HO COMDE ALMIRANTE (Da Gama’s Autograph).
VASCO DA GAMA.
This follows the engravings in Ruge’s Geschichte des Zeitalters der Entdeckungen, p. 111, and in Stanley’s Da Gama, published by the Hakluyt Society. The original belongs to the Count de Lavradio. Another portrait, with a view of Calicut, is given in Lafitau’s Découvertes des Portugais, Paris, 1734, iii. 66.
Such had been the progress of the Portuguese marine, in exemplification of the southerly quest called for by the theory of Pomponius Mela, when Columbus made his westerly voyage in 1492 and reached, as he supposed, the same coast which the Portuguese were seeking to touch by the opposite direction.[150] In this erroneous geographical belief Columbus remained as long as he lived,—a view in which Vespucius and the earlier navigators equally shared;[151] though some, like Peter Martyr,[152] accepted the belief cautiously. We shall show in another place how slowly the error was eradicated from the cartography of even the latter part of the sixteenth century.
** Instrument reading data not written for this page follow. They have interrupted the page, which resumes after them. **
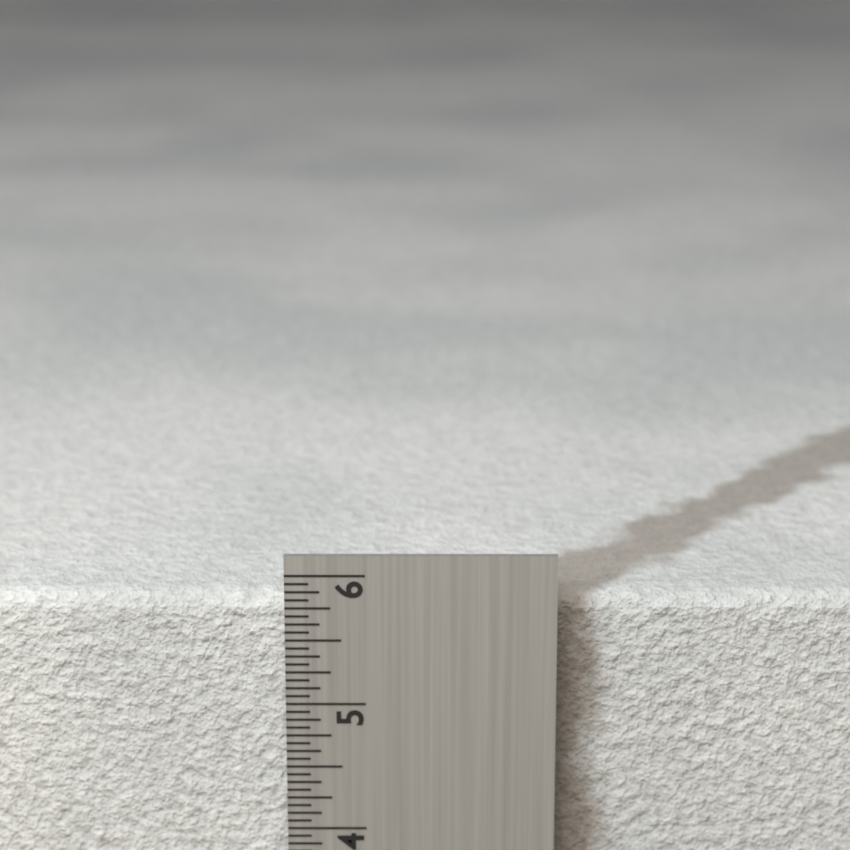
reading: 5.7500 in
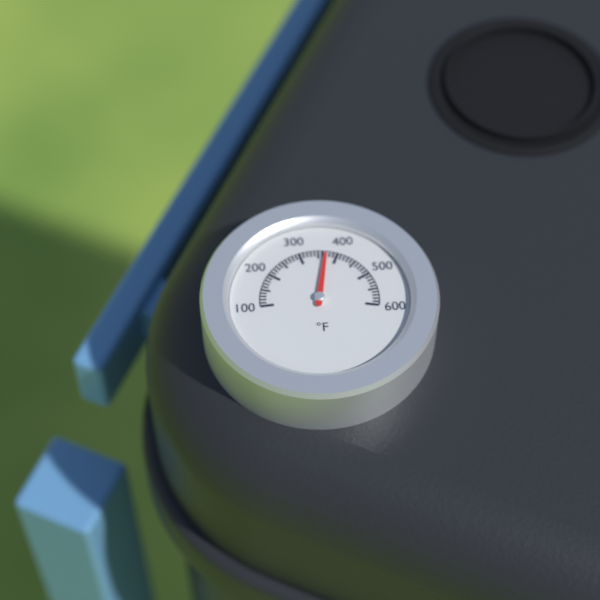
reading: 370 °F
During the interval when Columbus was in Spain, between his second and third voyages, Vasco da Gama sailed from Lisbon, July 8, 1497, to complete the project which had so long animated the endeavors of the rival kingdom. He doubled the Cape of Good Hope in Nov. 1497, and anchored at Calicut, May 20, 1498,—a few days before Columbus left San Lucar on his third voyage. In the following August, Da Gama started on his return; and after a year’s voyage he reached Lisbon in August, 1498.
THE LINE OF DEMARCATION (Spanish claim, 1527).